The fact that CO₂ plume monitoring is feasible and can effectively contribute to measuring, monitoring and verification specifications, unlocks the huge potential of carbonate saline aquifers in the United Arab Emirates and beyond.
CarbonSAFE
Large-scale deployment of carbon management technologies is crucial to achieving the ambitious climate goal of a net-zero emissions economy by 2050. The Department of Energy’s Office of Fossil Energy and Carbon Management, supported by the Bipartisan Infrastructure Law, is investing in the development of large-scale commercial carbon storage projects and associated transport infrastructure.

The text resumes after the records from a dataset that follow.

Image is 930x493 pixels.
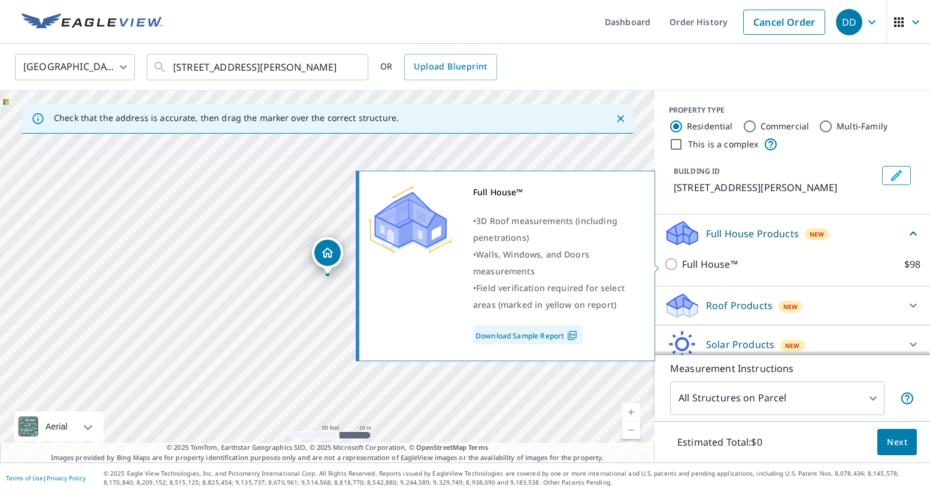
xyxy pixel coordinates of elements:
[15,50,135,84] div: [GEOGRAPHIC_DATA]
[668,429,772,455] p: Estimated Total: $0
[6,474,43,482] a: Terms of Use
[784,302,798,312] span: New
[837,120,888,132] label: Multi-Family
[706,298,773,313] p: Roof Products
[6,474,86,482] p: |
[42,412,71,442] div: Aerial
[674,166,720,176] p: BUILDING ID
[900,391,915,406] span: Your report will include each building or structure inside the parcel boundary. In some cases, du...
[469,443,488,452] a: Terms
[473,325,583,344] a: Download Sample Report
[669,105,916,116] div: PROPERTY TYPE
[47,474,86,482] a: Privacy Policy
[473,282,625,310] span: Field verification required for select areas (marked in yellow on report)
[380,54,497,80] div: OR
[473,184,640,201] div: Full House™
[664,330,921,359] div: Solar ProductsNew
[674,180,878,195] p: [STREET_ADDRESS][PERSON_NAME]
[173,50,344,84] input: Search by address or latitude-longitude
[613,111,628,126] button: Close
[404,54,497,80] a: Upload Blueprint
[664,291,921,320] div: Roof ProductsNew
[706,226,799,241] p: Full House Products
[706,337,775,352] p: Solar Products
[167,443,488,453] span: © 2025 TomTom, Earthstar Geographics SIO, © 2025 Microsoft Corporation, ©
[622,403,640,421] a: Current Level 19, Zoom In
[785,341,800,350] span: New
[14,412,104,442] div: Aerial
[622,421,640,439] a: Current Level 19, Zoom Out
[104,469,924,487] p: © 2025 Eagle View Technologies, Inc. and Pictometry International Corp. All Rights Reserved. Repo...
[905,257,921,271] p: $98
[22,13,163,31] img: EV Logo
[682,257,738,271] p: Full House™
[54,113,399,123] p: Check that the address is accurate, then drag the marker over the correct structure.
[882,166,911,185] button: Edit building 1
[473,246,640,280] div: •
[878,429,917,456] button: Next
[473,280,640,313] div: •
[414,59,487,74] span: Upload Blueprint
[836,9,863,35] div: DD
[743,10,826,35] a: Cancel Order
[887,435,908,450] span: Next
[664,219,921,247] div: Full House ProductsNew
[312,237,343,274] div: Dropped pin, building 1, Residential property, 427 3 ST E BROOKS AB T1R0G5
[670,361,915,376] p: Measurement Instructions
[670,382,885,415] div: All Structures on Parcel
[473,249,590,277] span: Walls, Windows, and Doors measurements
[368,184,452,256] img: Premium
[688,138,759,150] label: This is a complex
[564,330,581,341] img: Pdf Icon
[810,229,824,239] span: New
[687,120,733,132] label: Residential
[473,215,618,243] span: 3D Roof measurements (including penetrations)
[761,120,810,132] label: Commercial
[473,213,640,246] div: •
[416,443,467,452] a: OpenStreetMap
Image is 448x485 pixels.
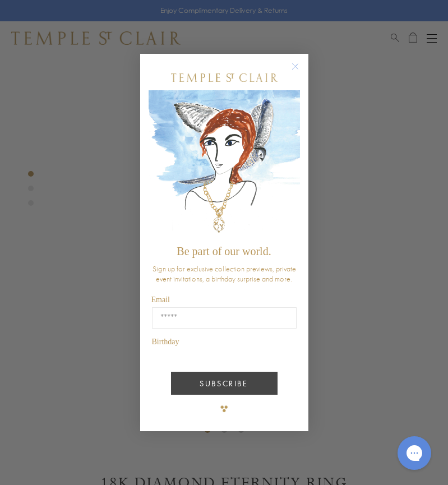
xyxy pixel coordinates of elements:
[213,397,235,420] img: TSC
[177,245,271,257] span: Be part of our world.
[153,263,296,284] span: Sign up for exclusive collection previews, private event invitations, a birthday surprise and more.
[171,371,277,395] button: SUBSCRIBE
[152,307,297,329] input: Email
[152,337,179,346] span: Birthday
[149,90,300,240] img: c4a9eb12-d91a-4d4a-8ee0-386386f4f338.jpeg
[151,295,170,304] span: Email
[294,65,308,79] button: Close dialog
[171,74,277,82] img: Temple St. Clair
[392,432,437,474] iframe: Gorgias live chat messenger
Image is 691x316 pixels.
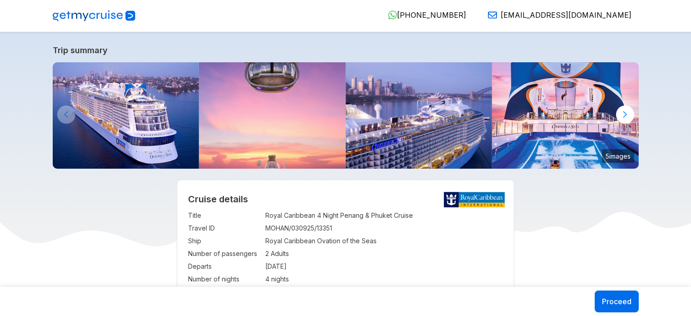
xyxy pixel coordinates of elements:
td: : [261,247,265,260]
td: SIN [265,285,503,298]
td: Travel ID [188,222,261,234]
td: : [261,234,265,247]
td: Number of nights [188,272,261,285]
a: [PHONE_NUMBER] [381,10,466,20]
h2: Cruise details [188,193,503,204]
td: 2 Adults [265,247,503,260]
td: : [261,272,265,285]
td: Departs [188,260,261,272]
a: Trip summary [53,45,638,55]
td: [DATE] [265,260,503,272]
img: ovation-exterior-back-aerial-sunset-port-ship.jpg [53,62,199,168]
td: : [261,209,265,222]
td: Number of passengers [188,247,261,260]
td: 4 nights [265,272,503,285]
td: : [261,285,265,298]
td: : [261,260,265,272]
td: Title [188,209,261,222]
img: Email [488,10,497,20]
td: Ship [188,234,261,247]
img: ovation-of-the-seas-flowrider-sunset.jpg [492,62,638,168]
td: Royal Caribbean Ovation of the Seas [265,234,503,247]
td: Departure Port [188,285,261,298]
td: MOHAN/030925/13351 [265,222,503,234]
button: Proceed [594,290,638,312]
small: 5 images [602,149,634,163]
a: [EMAIL_ADDRESS][DOMAIN_NAME] [480,10,631,20]
td: : [261,222,265,234]
td: Royal Caribbean 4 Night Penang & Phuket Cruise [265,209,503,222]
img: north-star-sunset-ovation-of-the-seas.jpg [199,62,346,168]
span: [PHONE_NUMBER] [397,10,466,20]
span: [EMAIL_ADDRESS][DOMAIN_NAME] [500,10,631,20]
img: ovation-of-the-seas-departing-from-sydney.jpg [346,62,492,168]
img: WhatsApp [388,10,397,20]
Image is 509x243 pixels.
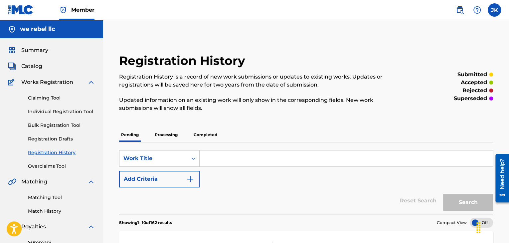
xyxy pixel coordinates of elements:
[462,86,487,94] p: rejected
[453,3,466,17] a: Public Search
[490,151,509,205] iframe: Resource Center
[8,46,48,54] a: SummarySummary
[21,178,47,186] span: Matching
[71,6,94,14] span: Member
[119,96,407,112] p: Updated information on an existing work will only show in the corresponding fields. New work subm...
[192,128,219,142] p: Completed
[8,46,16,54] img: Summary
[21,78,73,86] span: Works Registration
[186,175,194,183] img: 9d2ae6d4665cec9f34b9.svg
[487,3,501,17] div: User Menu
[119,219,172,225] p: Showing 1 - 10 of 162 results
[28,122,95,129] a: Bulk Registration Tool
[456,6,464,14] img: search
[59,6,67,14] img: Top Rightsholder
[28,94,95,101] a: Claiming Tool
[119,73,407,89] p: Registration History is a record of new work submissions or updates to existing works. Updates or...
[87,78,95,86] img: expand
[21,46,48,54] span: Summary
[28,135,95,142] a: Registration Drafts
[20,25,55,33] h5: we rebel llc
[8,62,16,70] img: Catalog
[153,128,180,142] p: Processing
[437,219,467,225] span: Compact View
[8,25,16,33] img: Accounts
[123,154,183,162] div: Work Title
[473,6,481,14] img: help
[119,53,248,68] h2: Registration History
[470,3,483,17] div: Help
[28,149,95,156] a: Registration History
[87,178,95,186] img: expand
[457,70,487,78] p: submitted
[28,163,95,170] a: Overclaims Tool
[21,222,46,230] span: Royalties
[475,211,509,243] iframe: Chat Widget
[8,178,16,186] img: Matching
[87,222,95,230] img: expand
[473,217,483,237] div: Drag
[21,62,42,70] span: Catalog
[8,222,16,230] img: Royalties
[119,171,200,187] button: Add Criteria
[8,62,42,70] a: CatalogCatalog
[461,78,487,86] p: accepted
[119,150,493,214] form: Search Form
[28,194,95,201] a: Matching Tool
[28,207,95,214] a: Match History
[8,78,17,86] img: Works Registration
[119,128,141,142] p: Pending
[28,108,95,115] a: Individual Registration Tool
[8,5,34,15] img: MLC Logo
[454,94,487,102] p: superseded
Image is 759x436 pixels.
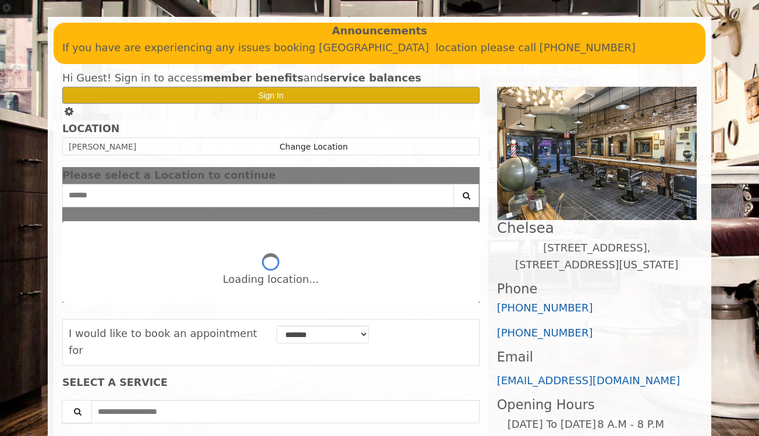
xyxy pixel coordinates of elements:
a: [EMAIL_ADDRESS][DOMAIN_NAME] [497,374,680,386]
div: Center Select [62,184,479,213]
td: 8 A.M - 8 P.M [596,415,686,433]
h3: Opening Hours [497,397,696,412]
div: SELECT A SERVICE [62,377,479,388]
h2: Chelsea [497,220,696,236]
input: Search Center [62,184,454,207]
button: close dialog [462,172,479,179]
b: member benefits [203,72,304,84]
span: Please select a Location to continue [62,169,276,181]
span: [PERSON_NAME] [69,142,136,151]
h3: Phone [497,282,696,296]
div: Hi Guest! Sign in to access and [62,70,479,87]
b: Announcements [332,23,427,40]
b: LOCATION [62,123,119,134]
span: I would like to book an appointment for [69,327,257,356]
button: Service Search [62,400,92,423]
p: [STREET_ADDRESS],[STREET_ADDRESS][US_STATE] [497,240,696,273]
td: [DATE] To [DATE] [507,415,596,433]
button: Sign In [62,87,479,104]
h3: Email [497,350,696,364]
p: If you have are experiencing any issues booking [GEOGRAPHIC_DATA] location please call [PHONE_NUM... [62,40,696,56]
a: [PHONE_NUMBER] [497,326,593,339]
div: Loading location... [223,271,319,288]
b: service balances [323,72,421,84]
i: Search button [460,191,473,200]
a: Change Location [279,142,347,151]
a: [PHONE_NUMBER] [497,301,593,314]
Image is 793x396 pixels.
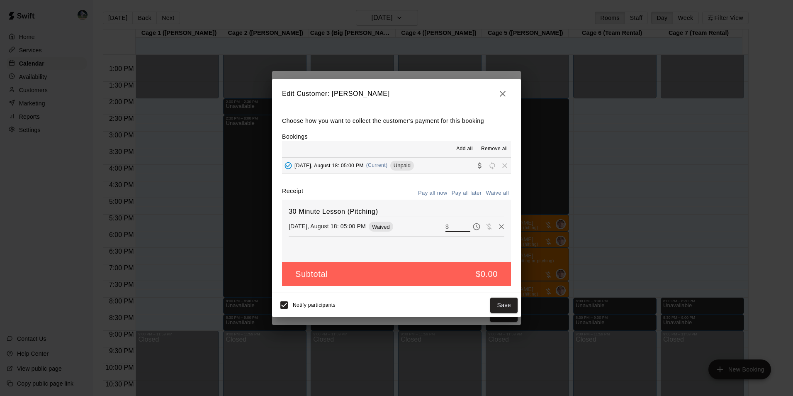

Traci Rodosta, senior program manager of carbon storage infrastructure at the FECM, will discuss the Carbon Storage Assurance Facility Enterprise (CarbonSAFE) program initiated in 2016 that supports the development of large-scale, commercial storage facilities. CarbonSAFE aims to catalyze the rapid deployment of storage onshore and offshore in a variety of geologic settings while facilitating technical knowledge-sharing and involving community benefits. Through exploration, appraisal and permitting storage facilities across the country, CarbonSAFE will provide regional solutions for decarbonization. Over a five-year period, from fiscal years 2022 through 2026, the BIL will expand and accelerate the CarbonSAFE initiative by investing more than $2 billion for carbon storage infrastructure throughout the country.
Nine new CarbonSAFE Phase II projects and 16 new Phase III projects have been selected in the first two rounds of BIL-supported CarbonSAFE funding opportunities. The initiative provides a regional solution for decarbonization through funding a portfolio of storage infrastructure that will provide the regional substructure for carbon management strategies. Regional solutions vary across the country, including storage types, and these new projects are evaluating storage potential in sandstones, carbonates and basalts.
As these projects move through the permitting and construction phases, they will create storage and transport anchor points for current and future capture facilities. These initial storage projects will catalyze the further build out of storage and transport infrastructure into the future.